Pierre had not been under her roof a week when she began to reproach him for his melancholy. “Thy grave and sombre face needs a different medicine to alter its expression from that I have to offer,” she said one day. “M. Hervet, there, for all he has a missing daughter somewhere in the world, does not look so melancholy. Who is it you have left behind?” She gave a coquettish glance at the unresponsive Pierre, who shook his head.
“No kin of mine waits for me anywhere, for all perished under the hand of persecution in France.”
Madame Felice Valleau tapped her foot reflectively. “And that is why you do not approve of me, I suppose. I am not Protestant.”
“I never said, madame, that I did not approve of you. Who am I that I should abuse your bounty by vilifying you? Yet, I would you were Protestant.”
“And suppose I were, then would I see you smile?”
“Without doubt I should smile that Providence had brought me into such a favorable haven of refuge.”
“Then turn your head this way. I am Protestant and M. Hervet knows it. It was not my husband’s belief, but he did not cross me in it, and he was always kind to those of my faith. It was his way to say that each man was accountable to his own conscience for his faith, and he had no right to persecute others for thinking the same. He took M. Hervet into his employ, knowing him to be a Huguenot, but seeing him a gentleman and a good man of business. He finally made him his secretary, in which office in this house he still continues, though he is still an engagé, and it will be some time before he can have his freedom. I think he will likely wish to remain here if he can realize something from the estates he left in France. There is a secret about that too, which I will tell you some day. There are not bad opportunities in this place for one who has M. Hervet’s ability, and I think he will do well to remain. But now let us return to our former subject. I see no reason for your melancholy, for I assure you that I shall treat you well.”

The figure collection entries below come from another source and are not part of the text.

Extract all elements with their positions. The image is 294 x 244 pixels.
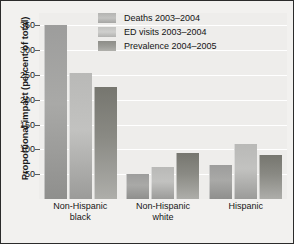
legend-label: ED visits 2003–2004 <box>124 27 207 37</box>
x-axis-category-label-line: Non-Hispanic <box>39 201 122 212</box>
y-axis-tick-label: 300 <box>20 45 35 55</box>
x-axis-category-label-line: Hispanic <box>204 201 287 212</box>
legend-color-swatch <box>98 27 116 37</box>
x-axis-category-labels: Non-HispanicblackNon-HispanicwhiteHispan… <box>39 201 287 241</box>
bar <box>44 25 67 199</box>
bar <box>94 87 117 199</box>
legend-color-swatch <box>98 13 116 23</box>
x-axis-category-label-line: Non-Hispanic <box>122 201 205 212</box>
y-axis-tick-label: 250 <box>20 70 35 80</box>
legend-item: Prevalence 2004–2005 <box>98 40 217 51</box>
bar <box>176 153 199 199</box>
x-axis-category-label: Non-Hispanicwhite <box>122 201 205 223</box>
y-axis-tick-label: 100 <box>20 144 35 154</box>
x-axis-category-label-line: white <box>122 212 205 223</box>
chart-figure: Proportional impact (percent of total) 5… <box>0 0 294 244</box>
y-axis-tick-label: 350 <box>20 20 35 30</box>
x-axis-category-label: Non-Hispanicblack <box>39 201 122 223</box>
chart-legend: Deaths 2003–2004ED visits 2003–2004Preva… <box>98 12 217 51</box>
legend-item: Deaths 2003–2004 <box>98 12 217 23</box>
bar <box>209 165 232 199</box>
y-axis-tick-label: 200 <box>20 95 35 105</box>
bar <box>259 155 282 199</box>
y-axis-tick-label: 150 <box>20 120 35 130</box>
y-axis-tick-label: 50 <box>25 169 35 179</box>
legend-label: Prevalence 2004–2005 <box>124 41 217 51</box>
bar <box>69 73 92 199</box>
x-axis-category-label: Hispanic <box>204 201 287 212</box>
legend-label: Deaths 2003–2004 <box>124 13 200 23</box>
bar <box>234 144 257 199</box>
bar <box>151 167 174 199</box>
legend-item: ED visits 2003–2004 <box>98 26 217 37</box>
bar-group <box>204 13 287 199</box>
bar <box>126 174 149 199</box>
x-axis-category-label-line: black <box>39 212 122 223</box>
legend-color-swatch <box>98 41 116 51</box>
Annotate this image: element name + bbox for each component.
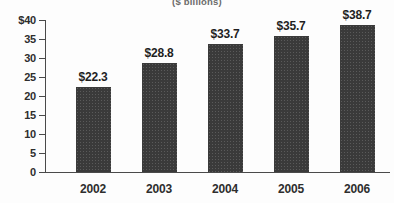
y-axis-tick-label: 30 [0, 52, 36, 64]
y-axis-tick-label: 5 [0, 147, 36, 159]
bar-value-label: $22.3 [63, 70, 123, 84]
chart-title: ($ billions) [0, 0, 394, 7]
x-axis-category-label: 2005 [261, 182, 321, 196]
x-axis-category-label: 2006 [327, 182, 387, 196]
y-axis-tick-label: 25 [0, 71, 36, 83]
bar[interactable] [208, 44, 243, 172]
bars-layer [45, 20, 390, 172]
x-axis-category-label: 2002 [63, 182, 123, 196]
bar[interactable] [340, 25, 375, 172]
y-axis-tick-label: 10 [0, 128, 36, 140]
y-axis-tick-label: 35 [0, 33, 36, 45]
bar-chart: ($ billions) $4035302520151050 $22.3$28.… [0, 0, 394, 203]
y-axis-tick-label: $40 [0, 14, 36, 26]
x-axis-category-label: 2004 [195, 182, 255, 196]
bar[interactable] [274, 36, 309, 172]
bar[interactable] [142, 63, 177, 172]
y-axis-tick-label: 15 [0, 109, 36, 121]
bar[interactable] [76, 87, 111, 172]
bar-value-label: $35.7 [261, 19, 321, 33]
y-axis-tick-label: 20 [0, 90, 36, 102]
bar-value-label: $38.7 [327, 8, 387, 22]
bar-value-label: $28.8 [129, 46, 189, 60]
bar-value-label: $33.7 [195, 27, 255, 41]
y-axis-tick [39, 172, 45, 173]
y-axis-tick-label: 0 [0, 166, 36, 178]
x-axis-line [45, 172, 390, 173]
x-axis-category-label: 2003 [129, 182, 189, 196]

“I do not doubt it, madame, and as for my grave manner, one who has suffered much cannot at once assume the gayety of those always free from care.”
The tears came to the eyes of Madame Valleau. “It shall be my dearest privilege to drive that gloom away from one who has borne so much for the sake of my religion. Tell me again of that wild escape of yours. And why did you return when once you had freed yourself? I can never wring from you why you did that. Can you not tell me?” She looked at him with melting dark eyes and laid her soft warm hand upon his arm. “Tell me,” she said in a beseeching voice.
Pierre hesitated. He felt the woman’s witchery, and told himself that there was not any reason why he should not confess that his was a mission of love, a sacrifice because of his devotion to Alaine. Yet he hesitated. After a pause, in which the silken garments of the pretty widow swept his feet and the entreaty in her eyes deepened, he said, slowly, “I returned that I might seek and liberate some one who, like myself, had been sent into slavery.”